For some, the idea of imitating the knight of faith will seem too easy — after all, you can do it while living in a middle-class neighborhood in Copenhagen — but for the wiser it will seem too hard. Many monks and nuns say that they retreat to the monastic life because their faith is too weak to flourish in the saeculum. And if such a retreat, in any of its forms, is not as attractive to Christians as it once was, it may be because we have more protections than our ancestors did from an experience of utter exposure.Some of our protections are material, some political, some psychological, but in any case the world has seen, over the past few centuries, a move from the “porous self” to the “buffered self.” These are terms coined by the philosopher Charles Taylor. “The porous self is vulnerable,” he writes, “to spirits, demons, cosmic forces””and, I would add, to unpredictable natural forces and political authorities who know little or nothing of the rule of law. “And along with this go certain fears that can grip it in certain circumstances. The buffered self has been taken out of the world of this kind of fear.”
The practices of the ancient Church were forged in eras of the porous self and were responsive to its fears and vulnerabilities. Can they be nearly as meaningful to us, surrounded by our protective buffers, as they were to our ancestors? Does their evident power suggest to us that we have paid too high a price for our buffers, that we may need to be more exposed? The self that can pursue the via illuminativa — that can be illuminated by God — may open itself to the demonic as well as the divine. The disciplines and practices of our Christian ancestors are not toys or tools; they are the hope of life to those who are perishing. This is what Alasdair MacIntyre had in mind when he said that, here among the ruins of our old civilization, what we may be waiting for is a new St. Benedict: someone who can articulate a whole way of life and call us to it.
The turn to the Christian past is indeed welcome, but it may demand more of us than we are prepared to give. In contemplating the witness and practices of our ancestors, we may discover that we’d rather remain within our buffers — if we can. But can we? Current electronic technologies, from blogs to texting to online banking to customer-specific Google ads, may be drawing us into a new age of porousness, with new exposures, new vulnerabilities. And in such a new age the hard-earned wisdom of our distant ancestors in the faith may be not just a set of interesting ideas and recommendations but an indispensable source of hope. Those who have ears to hear, let them hear.
Do-It-Yourself Tradition. An article I wrote a few years ago that I think may be relevant to the questions surrounding the Benedict Option.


#### Work instruction
Search the entries for the word "Practitioner" and copy each line that has it.

#### Input data
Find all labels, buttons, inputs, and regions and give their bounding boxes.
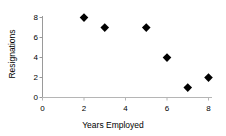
data-point [142, 23, 151, 32]
x-tick-label-6: 6 [160, 104, 174, 113]
scatter-chart: 8 6 4 2 0 0 2 4 6 8 Years Employed Resig… [0, 0, 226, 136]
y-tick-label-2: 2 [24, 73, 38, 82]
data-point [163, 53, 172, 62]
data-point [183, 83, 192, 92]
x-tick-label-0: 0 [36, 104, 50, 113]
y-tick-label-0: 0 [24, 93, 38, 102]
x-tick-label-8: 8 [202, 104, 216, 113]
x-tick-label-4: 4 [119, 104, 133, 113]
x-axis-title: Years Employed [0, 120, 226, 130]
y-axis-title-wrapper: Resignations [7, 7, 19, 101]
y-axis-title: Resignations [7, 7, 17, 101]
data-point [80, 13, 89, 22]
y-tick-label-8: 8 [24, 13, 38, 22]
data-point [204, 73, 213, 82]
y-tick-label-6: 6 [24, 33, 38, 42]
x-tick-label-2: 2 [77, 104, 91, 113]
data-point [100, 23, 109, 32]
y-tick-label-4: 4 [24, 53, 38, 62]
data-point-group [80, 13, 213, 92]
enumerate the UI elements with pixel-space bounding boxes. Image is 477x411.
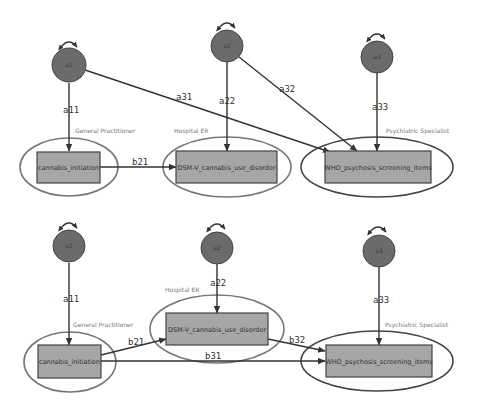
- path-diagram: a1 a2 a3 cannabis_initiation DSM-V_canna…: [0, 0, 477, 411]
- path-a31: [85, 70, 330, 152]
- path-label-b31: b31: [205, 351, 221, 361]
- path-label-a33: a33: [372, 102, 388, 112]
- observed-dsm-v-cannabis-use-disorder[interactable]: DSM-V_cannabis_use_disorder: [176, 151, 277, 183]
- variance-loop-icon: [209, 224, 225, 229]
- observed-label: DSM-V_cannabis_use_disorder: [168, 326, 266, 334]
- variance-loop-icon: [219, 23, 235, 28]
- latent-label: a2: [213, 244, 221, 251]
- observed-cannabis-initiation[interactable]: cannabis_initiation: [38, 345, 101, 378]
- group-label-psychiatric-specialist: Psychiatric Specialist: [385, 321, 449, 329]
- observed-dsm-v-cannabis-use-disorder[interactable]: DSM-V_cannabis_use_disorder: [166, 313, 268, 345]
- path-label-a11: a11: [63, 294, 79, 304]
- latent-label: a2: [223, 42, 231, 49]
- path-label-a11: a11: [63, 105, 79, 115]
- observed-label: cannabis_initiation: [38, 164, 99, 172]
- observed-label: cannabis_initiation: [39, 358, 100, 366]
- path-label-a22: a22: [219, 96, 235, 106]
- path-label-a33: a33: [373, 295, 389, 305]
- group-label-general-practitioner: General Practitioner: [75, 127, 136, 134]
- path-label-b21: b21: [128, 337, 144, 347]
- variance-loop-icon: [61, 223, 77, 228]
- observed-who-psychosis-screening-items[interactable]: WHO_psychosis_screening_items: [325, 345, 433, 377]
- group-label-general-practitioner: General Practitioner: [73, 321, 134, 328]
- group-label-hospital-er: Hospital ER: [165, 286, 199, 294]
- latent-a1[interactable]: a1: [53, 230, 85, 262]
- variance-loop-icon: [369, 34, 385, 39]
- observed-who-psychosis-screening-items[interactable]: WHO_psychosis_screening_items: [324, 151, 432, 183]
- observed-cannabis-initiation[interactable]: cannabis_initiation: [37, 152, 100, 183]
- path-label-a32: a32: [279, 84, 295, 94]
- latent-label: a1: [65, 242, 73, 249]
- latent-label: a1: [65, 61, 73, 68]
- bottom-model: a1 a2 a3 cannabis_initiation DSM-V_canna…: [24, 223, 453, 392]
- latent-a3[interactable]: a3: [361, 41, 393, 73]
- latent-a2[interactable]: a2: [211, 30, 243, 62]
- latent-a3[interactable]: a3: [363, 235, 395, 267]
- latent-label: a3: [373, 53, 381, 60]
- observed-label: WHO_psychosis_screening_items: [324, 164, 432, 172]
- group-label-psychiatric-specialist: Psychiatric Specialist: [386, 127, 450, 135]
- observed-label: DSM-V_cannabis_use_disorder: [177, 164, 275, 172]
- path-label-b32: b32: [289, 335, 305, 345]
- path-label-b21: b21: [132, 157, 148, 167]
- latent-label: a3: [375, 247, 383, 254]
- top-model: a1 a2 a3 cannabis_initiation DSM-V_canna…: [20, 23, 453, 197]
- latent-a1[interactable]: a1: [52, 48, 86, 82]
- path-label-a22: a22: [210, 278, 226, 288]
- path-label-a31: a31: [176, 92, 192, 102]
- observed-label: WHO_psychosis_screening_items: [325, 358, 433, 366]
- latent-a2[interactable]: a2: [201, 232, 233, 264]
- variance-loop-icon: [370, 227, 386, 232]
- path-a32: [239, 57, 357, 151]
- group-label-hospital-er: Hospital ER: [174, 127, 208, 135]
- variance-loop-icon: [61, 42, 77, 47]
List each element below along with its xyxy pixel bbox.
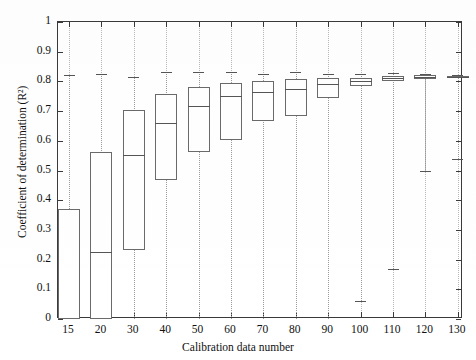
y-axis-tick-label: 0 xyxy=(5,312,51,324)
whisker-cap-upper xyxy=(290,72,301,73)
median-line xyxy=(382,78,404,79)
y-axis-tick-label: 0.8 xyxy=(5,74,51,86)
whisker-line xyxy=(458,75,459,159)
whisker-cap-upper xyxy=(388,73,399,74)
median-line xyxy=(317,84,339,85)
median-line xyxy=(90,252,112,253)
box-iqr xyxy=(317,78,339,98)
median-line xyxy=(414,77,436,78)
median-line xyxy=(188,106,210,107)
box-iqr xyxy=(252,81,274,120)
whisker-cap-upper xyxy=(226,72,237,73)
boxplot-130 xyxy=(447,22,469,317)
whisker-cap-upper xyxy=(193,72,204,73)
y-axis-tick-label: 0.9 xyxy=(5,45,51,57)
median-line xyxy=(220,96,242,97)
boxplot-60 xyxy=(220,22,242,317)
box-iqr xyxy=(58,209,80,319)
boxplot-100 xyxy=(350,22,372,317)
whisker-cap-upper xyxy=(64,75,75,76)
boxplot-30 xyxy=(123,22,145,317)
box-iqr xyxy=(188,87,210,152)
whisker-cap-upper xyxy=(323,74,334,75)
y-axis-tick-label: 0.5 xyxy=(5,164,51,176)
box-iqr xyxy=(123,110,145,250)
x-axis-title: Calibration data number xyxy=(0,341,476,353)
boxplot-120 xyxy=(414,22,436,317)
whisker-line xyxy=(328,74,329,319)
box-iqr xyxy=(155,94,177,180)
y-axis-tick-label: 1 xyxy=(5,15,51,27)
whisker-cap-upper xyxy=(161,72,172,73)
median-line xyxy=(285,89,307,90)
x-axis-tick-label: 130 xyxy=(437,324,476,336)
boxplot-20 xyxy=(90,22,112,317)
median-line xyxy=(155,123,177,124)
whisker-line xyxy=(425,74,426,171)
chart-figure: Coefficient of determination (R²) Calibr… xyxy=(0,0,476,360)
y-axis-tick-label: 0.6 xyxy=(5,134,51,146)
whisker-cap-lower xyxy=(355,301,366,302)
median-line xyxy=(447,77,469,78)
boxplot-80 xyxy=(285,22,307,317)
median-line xyxy=(252,92,274,93)
y-axis-tick-label: 0.1 xyxy=(5,282,51,294)
whisker-cap-lower xyxy=(420,171,431,172)
whisker-cap-lower xyxy=(452,159,463,160)
box-iqr xyxy=(220,83,242,140)
plot-area xyxy=(57,21,462,318)
boxplot-15 xyxy=(58,22,80,317)
y-axis-tick-right xyxy=(456,319,461,320)
boxplot-50 xyxy=(188,22,210,317)
whisker-line xyxy=(361,74,362,301)
box-iqr xyxy=(90,152,112,319)
median-line xyxy=(350,81,372,82)
whisker-cap-upper xyxy=(258,74,269,75)
y-axis-tick-label: 0.2 xyxy=(5,253,51,265)
whisker-cap-upper xyxy=(355,74,366,75)
whisker-cap-upper xyxy=(128,77,139,78)
y-axis-tick-label: 0.4 xyxy=(5,193,51,205)
boxplot-40 xyxy=(155,22,177,317)
boxplot-110 xyxy=(382,22,404,317)
whisker-cap-upper xyxy=(96,74,107,75)
boxplot-90 xyxy=(317,22,339,317)
box-iqr xyxy=(285,79,307,116)
whisker-line xyxy=(393,73,394,268)
whisker-cap-lower xyxy=(388,269,399,270)
y-axis-tick xyxy=(58,319,63,320)
y-axis-tick-label: 0.7 xyxy=(5,104,51,116)
median-line xyxy=(123,155,145,156)
y-axis-tick-label: 0.3 xyxy=(5,223,51,235)
boxplot-70 xyxy=(252,22,274,317)
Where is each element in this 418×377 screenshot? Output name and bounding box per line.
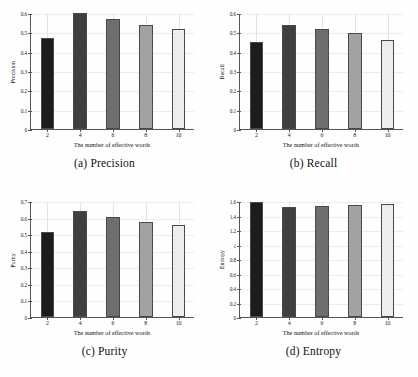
panel-entropy-ytick-mark bbox=[237, 304, 241, 305]
panel-recall-ytick-mark bbox=[237, 111, 241, 112]
panel-entropy-caption: (d)Entropy bbox=[209, 345, 418, 357]
panel-recall-ytick-mark bbox=[237, 33, 241, 34]
panel-recall-caption: (b)Recall bbox=[209, 157, 418, 169]
panel-recall-caption-text: Recall bbox=[307, 157, 338, 169]
panel-entropy-ytick-label: 1.4 bbox=[230, 214, 236, 220]
panel-entropy-ylabel: Entropy bbox=[217, 202, 227, 318]
panel-entropy-bar bbox=[381, 204, 395, 317]
panel-entropy-xtick-label: 4 bbox=[288, 320, 291, 326]
panel-purity-ytick-label: 0.4 bbox=[21, 249, 27, 255]
panel-precision: 00.10.20.30.40.50.6246810PrecisionThe nu… bbox=[0, 0, 209, 188]
panel-entropy-ytick-label: 1.2 bbox=[230, 228, 236, 234]
panel-entropy-ylabel-text: Entropy bbox=[219, 250, 225, 269]
panel-purity-xtick-label: 2 bbox=[46, 320, 49, 326]
panel-purity-caption-index: (c) bbox=[82, 345, 95, 357]
panel-recall-xtick-label: 8 bbox=[353, 132, 356, 138]
panel-entropy-bar bbox=[250, 202, 264, 317]
panel-entropy-ytick-mark bbox=[237, 318, 241, 319]
panel-precision-ytick-label: 0.6 bbox=[21, 11, 27, 17]
panel-entropy-bar bbox=[282, 207, 296, 317]
panel-purity-ytick-mark bbox=[28, 301, 32, 302]
panel-precision-ytick-label: 0.3 bbox=[21, 69, 27, 75]
panel-precision-bar bbox=[41, 38, 55, 129]
panel-entropy-bar bbox=[315, 206, 329, 317]
panel-purity-bar bbox=[106, 217, 120, 317]
panel-purity-ytick-label: 0.6 bbox=[21, 216, 27, 222]
panel-entropy-ytick-mark bbox=[237, 246, 241, 247]
panel-purity-ylabel-text: Purity bbox=[10, 253, 16, 268]
panel-entropy-ytick-label: 0.2 bbox=[230, 301, 236, 307]
panel-purity-bar bbox=[139, 222, 153, 317]
panel-recall-ylabel: Recall bbox=[217, 14, 227, 130]
panel-precision-ytick-mark bbox=[28, 33, 32, 34]
panel-precision-ytick-mark bbox=[28, 130, 32, 131]
panel-purity-ytick-label: 0.5 bbox=[21, 232, 27, 238]
panel-recall-ytick-mark bbox=[237, 72, 241, 73]
panel-precision-bar bbox=[172, 29, 186, 129]
panel-precision-caption: (a)Precision bbox=[0, 157, 209, 169]
panel-precision-ytick-label: 0.1 bbox=[21, 108, 27, 114]
panel-recall-ytick-mark bbox=[237, 53, 241, 54]
panel-recall-bar bbox=[250, 42, 264, 129]
panel-purity-xlabel: The number of effective words bbox=[30, 329, 194, 336]
panel-precision-bar bbox=[73, 13, 87, 129]
panel-purity-xtick-label: 10 bbox=[176, 320, 182, 326]
panel-entropy-plot-area: 00.20.40.60.811.21.41.6246810 bbox=[239, 202, 403, 318]
panel-recall-plot-area: 00.10.20.30.40.50.6246810 bbox=[239, 14, 403, 130]
panel-entropy-ytick-mark bbox=[237, 217, 241, 218]
panel-recall-xtick-label: 6 bbox=[321, 132, 324, 138]
panel-recall-xlabel: The number of effective words bbox=[239, 141, 403, 148]
panel-recall-ytick-mark bbox=[237, 130, 241, 131]
panel-precision-bar bbox=[139, 25, 153, 129]
panel-precision-xtick-label: 10 bbox=[176, 132, 182, 138]
panel-purity-bar bbox=[172, 225, 186, 317]
panel-purity: 00.10.20.30.40.50.60.7246810PurityThe nu… bbox=[0, 188, 209, 377]
panel-precision-xtick-label: 6 bbox=[112, 132, 115, 138]
panel-recall-xtick-label: 2 bbox=[255, 132, 258, 138]
panel-precision-bar bbox=[106, 19, 120, 129]
figure-four-panel-bar-charts: 00.10.20.30.40.50.6246810PrecisionThe nu… bbox=[0, 0, 418, 377]
panel-precision-ytick-label: 0.2 bbox=[21, 88, 27, 94]
panel-purity-bar bbox=[41, 232, 55, 318]
panel-purity-ytick-mark bbox=[28, 219, 32, 220]
panel-precision-axes: 00.10.20.30.40.50.6246810 bbox=[30, 14, 194, 130]
panel-entropy-bar bbox=[348, 205, 362, 317]
panel-recall-ytick-label: 0.6 bbox=[230, 11, 236, 17]
panel-entropy-xlabel: The number of effective words bbox=[239, 329, 403, 336]
panel-recall-xtick-label: 4 bbox=[288, 132, 291, 138]
panel-precision-plot-area: 00.10.20.30.40.50.6246810 bbox=[30, 14, 194, 130]
panel-entropy-ytick-label: 0.8 bbox=[230, 257, 236, 263]
panel-purity-ylabel: Purity bbox=[8, 202, 18, 318]
panel-precision-ytick-mark bbox=[28, 14, 32, 15]
panel-entropy-ytick-label: 0.6 bbox=[230, 272, 236, 278]
panel-precision-ytick-label: 0.4 bbox=[21, 50, 27, 56]
panel-precision-ytick-label: 0.5 bbox=[21, 30, 27, 36]
panel-purity-ytick-mark bbox=[28, 268, 32, 269]
panel-precision-ylabel-text: Precision bbox=[10, 61, 16, 83]
panel-recall-bar bbox=[348, 33, 362, 129]
panel-entropy-xtick-label: 8 bbox=[353, 320, 356, 326]
panel-purity-ytick-mark bbox=[28, 235, 32, 236]
panel-recall-ytick-label: 0.1 bbox=[230, 108, 236, 114]
panel-precision-ytick-mark bbox=[28, 111, 32, 112]
panel-purity-xtick-label: 4 bbox=[79, 320, 82, 326]
panel-purity-xtick-label: 6 bbox=[112, 320, 115, 326]
panel-recall-ytick-mark bbox=[237, 91, 241, 92]
panel-recall-bar bbox=[381, 40, 395, 130]
panel-grid: 00.10.20.30.40.50.6246810PrecisionThe nu… bbox=[0, 0, 418, 377]
panel-entropy-ytick-mark bbox=[237, 260, 241, 261]
panel-recall-bar bbox=[282, 25, 296, 129]
panel-recall-ytick-mark bbox=[237, 14, 241, 15]
panel-entropy-ytick-label: 1.6 bbox=[230, 199, 236, 205]
panel-recall-ytick-label: 0.4 bbox=[230, 50, 236, 56]
panel-precision-caption-text: Precision bbox=[90, 157, 135, 169]
panel-entropy-ytick-mark bbox=[237, 275, 241, 276]
panel-purity-axes: 00.10.20.30.40.50.60.7246810 bbox=[30, 202, 194, 318]
panel-recall-ytick-label: 0.2 bbox=[230, 88, 236, 94]
panel-entropy-caption-index: (d) bbox=[286, 345, 300, 357]
panel-entropy-ytick-mark bbox=[237, 289, 241, 290]
panel-purity-ytick-label: 0 bbox=[24, 315, 27, 321]
panel-precision-xtick-label: 8 bbox=[144, 132, 147, 138]
panel-entropy-caption-text: Entropy bbox=[303, 345, 341, 357]
panel-purity-ytick-mark bbox=[28, 252, 32, 253]
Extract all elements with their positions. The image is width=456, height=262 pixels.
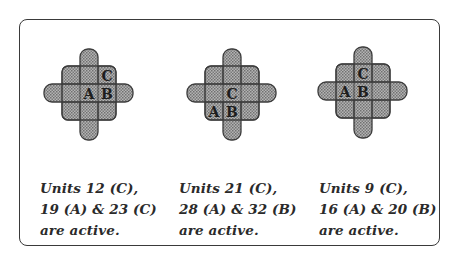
caption-panel-1: Units 12 (C), 19 (A) & 23 (C) are active… xyxy=(40,178,157,241)
cross-grid-shape: A B C xyxy=(44,49,134,141)
caption-line: are active. xyxy=(40,220,157,241)
caption-panel-3: Units 9 (C), 16 (A) & 20 (B) are active. xyxy=(319,178,437,241)
cell-label-a: A xyxy=(339,84,352,100)
cross-grid-shape: C A B xyxy=(187,49,277,141)
caption-line: 19 (A) & 23 (C) xyxy=(40,199,157,220)
caption-line: are active. xyxy=(319,220,437,241)
cell-label-c: C xyxy=(357,66,368,82)
unit-grid-1: A B C xyxy=(44,49,134,141)
unit-grid-2: C A B xyxy=(187,49,277,141)
cell-label-b: B xyxy=(101,86,113,102)
caption-line: 28 (A) & 32 (B) xyxy=(179,199,297,220)
cell-label-b: B xyxy=(226,104,238,120)
cell-label-c: C xyxy=(101,68,112,84)
caption-panel-2: Units 21 (C), 28 (A) & 32 (B) are active… xyxy=(179,178,297,241)
cell-label-b: B xyxy=(357,84,369,100)
caption-line: 16 (A) & 20 (B) xyxy=(319,199,437,220)
cell-label-a: A xyxy=(208,104,221,120)
unit-grid-3: C A B xyxy=(318,47,408,139)
caption-line: are active. xyxy=(179,220,297,241)
cross-grid-shape: C A B xyxy=(318,47,408,139)
caption-line: Units 21 (C), xyxy=(179,178,297,199)
cell-label-c: C xyxy=(226,86,237,102)
caption-line: Units 9 (C), xyxy=(319,178,437,199)
cell-label-a: A xyxy=(83,86,96,102)
caption-line: Units 12 (C), xyxy=(40,178,157,199)
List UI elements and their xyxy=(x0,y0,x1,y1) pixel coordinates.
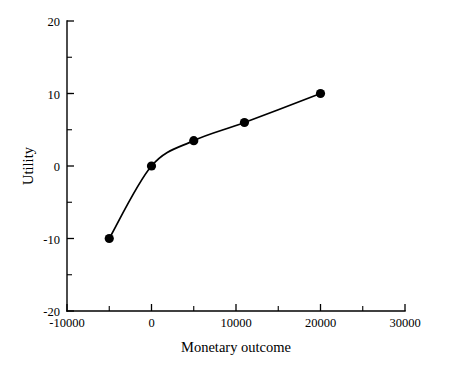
y-tick-label-0: 0 xyxy=(54,160,60,174)
x-tick-label-20000: 20000 xyxy=(305,316,336,330)
x-tick-label-30000: 30000 xyxy=(389,316,420,330)
y-tick-label-20: 20 xyxy=(48,15,61,29)
y-axis-title: Utility xyxy=(20,146,36,185)
x-tick-label-0: 0 xyxy=(148,316,154,330)
chart-figure: 20 10 0 -10 -20 -10000 0 10000 20000 300… xyxy=(0,0,449,369)
utility-function-chart: 20 10 0 -10 -20 -10000 0 10000 20000 300… xyxy=(0,0,449,369)
data-point-marker[interactable] xyxy=(105,234,114,243)
data-point-marker[interactable] xyxy=(240,118,249,127)
data-point-marker[interactable] xyxy=(316,89,325,98)
y-tick-label-10: 10 xyxy=(48,88,61,102)
y-tick-label-neg10: -10 xyxy=(43,233,60,247)
x-tick-label-10000: 10000 xyxy=(220,316,251,330)
data-point-marker[interactable] xyxy=(147,161,156,170)
x-axis-title: Monetary outcome xyxy=(181,339,291,355)
data-point-marker[interactable] xyxy=(189,136,198,145)
x-tick-label-neg10000: -10000 xyxy=(49,316,84,330)
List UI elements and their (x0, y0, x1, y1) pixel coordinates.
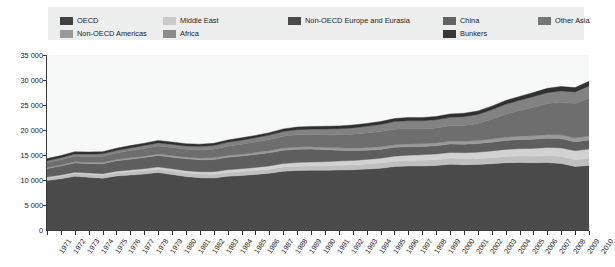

#### Answer space
- group-label-general-practitioner: General Practitioner: [75, 127, 136, 134]
- group-label-general-practitioner: General Practitioner: [73, 321, 134, 328]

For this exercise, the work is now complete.